The Thammasat University Library has newly acquired a book that should be useful for students interested in ecology, biology, forest conservation, and related fields.
Finding the Mother Tree: Discovering How the Forest Is Wired for Intelligence and Healing is by Professor Suzanne Simard, who teaches in the Department of Forest and Conservation Sciences at the University of British Columbia, Canada.
The TU Library collection also includes other books about different aspects of forestry.
Professor Simard explains that trees are “linked by a system of underground channels” that create a “forest society.
Older trees are able to identify the younger trees that they are related to, and try to protect these younger trees.
In this way, a so-called Mother Tree transfers nutrients to younger plants.
Through laboratory experiments, she has also established that birch and fir trees communicate with each other.
Some specialists have objected that by comparing trees to humans, she has imposed human values onto a non-human system.
Instead, they recommend that it might help nature more if we can accept that trees and other forest plants are unique living things, not necessarily like humans in behavior.
Few dispute her argument that current forestry policies are not successful.
Professor Simard also suggests that humans can learn from forest ecology how to regulate their own conduct.
Her Mother Tree Project, set over nine sites in British Columbia chosen for their range of altitude, geology and climate, she aims to establish the science that will support a new forest management style encouraging collaboration as well as competition.
She links this work to the management of global carbon dioxide levels and the battle to control increasing global warming.
The introduction to her book states:
This is not a book about how we can save the trees. This is a book about how the trees might save us…When Mother Trees — the majestic hubs at the center of forest communication, protection and sentience — die, they pass their wisdom to their kin, generation after generation, sharing the knowledge of what helps and what harms, who is friend or foe, and how to adapt and survive in an ever-changing landscape. It’s what all parents do.
In 2021, she explained to National Public Radio how trees can help each other by sharing nutrients:
[At the time] birches were considered weeds. There was a huge program to spray and herbicide these trees to get rid of them because the foresters viewed the birches as competing with Douglas fir, competing for light especially. I was observing in these plantations, though, that when they weeded out the birches, when they sprayed them or cut them, that there was a disease in the forests that would just start spreading like a fire. It was called Armillaria root disease. I really thought, we’re doing something wrong here. And so I wanted to know whether the birches were somehow protecting the firs against this disease and that when we cut them out it actually made it way worse.
I had learned about these mycorrhizal fungi and how they could actually protect trees against diseases. And I’d also heard about David Reed’s work in the U.K., where he had shown that in the laboratory that trees could be linked together by mycorrhizal fungi and pass carbon between them. So I tested this between birch and fir in my sick plantations.
I planted birch and fir and cedar together in little triplets. … And I traced how those carbon molecules went back and forth between the birch and fir and they didn’t actually end up in the cedars. Because the cedars, they form a different kind of mycorrhizal fungus that doesn’t associate with either birch or fir. So [the cedar] wasn’t actually in the network with birch and fir, and it picked up hardly any of this isotope.
I knew that birch and fir were sharing carbon below ground — much against the prevailing wisdom that they only compete for light and also that the more that birch shaded Douglas fir, the more carbon was sent over to Douglas fir. So there was a net transfer from birch to fir that was sort of mitigating its shading effect.
In this way the ecosystem was maintaining its balance — the birch and fir could coexist because of this collaborative behavior that was sort of offsetting some of the competition that was going on. […]
[Trees] get old. They do eventually decline. And dying is a process, and it takes a long, long time. It can take decades for a tree to die. In the process of dying, there’s a lot of things that go on. And one of the things that I studied was where does their energy — where does the carbon that is stored in their tissues — where does it go? And so we label some trees with carbon dioxide — with C13, which is a stable isotope — and we watched as we actually cause these trees to die. We stress them out by pulling their needles off and attacking them with budworms and so on. And then we watched what happened to their carbon.
And we found that about 40% of the carbon was transmitted through networks into their neighboring trees. The rest of the carbon would have just dispersed through natural decomposition processes … but some of it is directed right into the neighbors. And in this way, these old trees are actually having a very direct effect on the regenerative capacity of the new forest going forward.
This is a completely different way of understanding how old trees contribute to the next generations — that they have agency in the next generations. And our practices of salvage logging to get rid of dying trees, or trees that have just died or have been burned in wildfires — if we go in and cut them right away, we’re actually short-circuiting that natural process.
Our studies suggest it would have knock-on effects to the regeneration coming up. They’re not going to be as well prepared for their lives coming forward. So I’ve been trying to tell people: Let’s hold back on this salvage logging until trees have had the chance to pass on this energy and information to the new seedlings coming up.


* TASK TO CARRY OUT:
Gather all lines in the entries below that include the word "arrowhead".

* SUPPLIED MATERIAL:
■ ■ ■ ■ ■

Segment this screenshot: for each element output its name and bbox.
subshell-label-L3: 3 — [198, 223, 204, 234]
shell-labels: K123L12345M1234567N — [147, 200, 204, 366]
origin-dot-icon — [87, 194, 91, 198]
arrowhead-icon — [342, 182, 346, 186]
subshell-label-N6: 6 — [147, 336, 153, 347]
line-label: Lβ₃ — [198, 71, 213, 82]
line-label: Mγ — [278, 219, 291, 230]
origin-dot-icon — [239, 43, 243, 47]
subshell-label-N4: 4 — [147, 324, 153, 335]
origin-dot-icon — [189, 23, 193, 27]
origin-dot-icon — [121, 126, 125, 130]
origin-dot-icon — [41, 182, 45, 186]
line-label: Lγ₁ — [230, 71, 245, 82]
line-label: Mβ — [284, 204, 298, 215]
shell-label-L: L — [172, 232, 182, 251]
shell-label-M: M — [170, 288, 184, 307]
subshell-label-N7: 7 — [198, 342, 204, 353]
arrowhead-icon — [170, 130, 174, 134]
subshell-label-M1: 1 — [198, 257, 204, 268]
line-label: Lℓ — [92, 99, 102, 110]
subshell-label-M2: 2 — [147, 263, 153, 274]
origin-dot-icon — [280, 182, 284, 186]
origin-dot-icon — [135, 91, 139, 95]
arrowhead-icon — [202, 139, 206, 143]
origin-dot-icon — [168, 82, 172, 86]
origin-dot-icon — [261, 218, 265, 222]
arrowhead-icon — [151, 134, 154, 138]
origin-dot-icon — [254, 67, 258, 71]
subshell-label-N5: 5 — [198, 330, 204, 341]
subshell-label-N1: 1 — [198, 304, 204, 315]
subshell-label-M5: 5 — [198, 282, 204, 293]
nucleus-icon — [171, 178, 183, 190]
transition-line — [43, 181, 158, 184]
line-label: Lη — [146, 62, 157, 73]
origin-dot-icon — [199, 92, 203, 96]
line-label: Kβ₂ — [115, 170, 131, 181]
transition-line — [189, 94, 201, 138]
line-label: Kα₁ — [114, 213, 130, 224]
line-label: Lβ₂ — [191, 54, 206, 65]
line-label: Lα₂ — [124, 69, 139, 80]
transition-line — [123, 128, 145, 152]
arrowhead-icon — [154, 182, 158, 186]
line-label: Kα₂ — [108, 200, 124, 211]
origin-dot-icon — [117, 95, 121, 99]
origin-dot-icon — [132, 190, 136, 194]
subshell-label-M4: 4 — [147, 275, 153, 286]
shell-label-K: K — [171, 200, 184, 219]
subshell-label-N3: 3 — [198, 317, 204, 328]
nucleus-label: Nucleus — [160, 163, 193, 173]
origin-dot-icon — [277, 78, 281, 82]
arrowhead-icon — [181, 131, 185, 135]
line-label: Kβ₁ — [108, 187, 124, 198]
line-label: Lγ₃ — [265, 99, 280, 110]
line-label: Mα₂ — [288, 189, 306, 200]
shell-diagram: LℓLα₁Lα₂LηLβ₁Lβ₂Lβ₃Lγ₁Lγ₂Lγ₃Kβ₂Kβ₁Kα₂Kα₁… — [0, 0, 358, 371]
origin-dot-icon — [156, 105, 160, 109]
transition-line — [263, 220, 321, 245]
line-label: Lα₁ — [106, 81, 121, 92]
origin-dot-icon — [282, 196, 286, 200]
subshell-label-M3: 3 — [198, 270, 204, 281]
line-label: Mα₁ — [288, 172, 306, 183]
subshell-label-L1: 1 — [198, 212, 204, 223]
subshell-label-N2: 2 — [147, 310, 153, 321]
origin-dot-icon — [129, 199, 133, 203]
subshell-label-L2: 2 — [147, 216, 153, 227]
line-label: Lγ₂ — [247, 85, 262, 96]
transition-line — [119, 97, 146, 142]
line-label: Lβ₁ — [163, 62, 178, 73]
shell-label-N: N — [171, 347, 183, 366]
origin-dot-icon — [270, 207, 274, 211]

■ ■ ■ ■ ■

* TASK OUTPUT:
arrowhead-icon — [342, 182, 346, 186]
arrowhead-icon — [170, 130, 174, 134]
arrowhead-icon — [202, 139, 206, 143]
arrowhead-icon — [151, 134, 154, 138]
arrowhead-icon — [154, 182, 158, 186]
arrowhead-icon — [181, 131, 185, 135]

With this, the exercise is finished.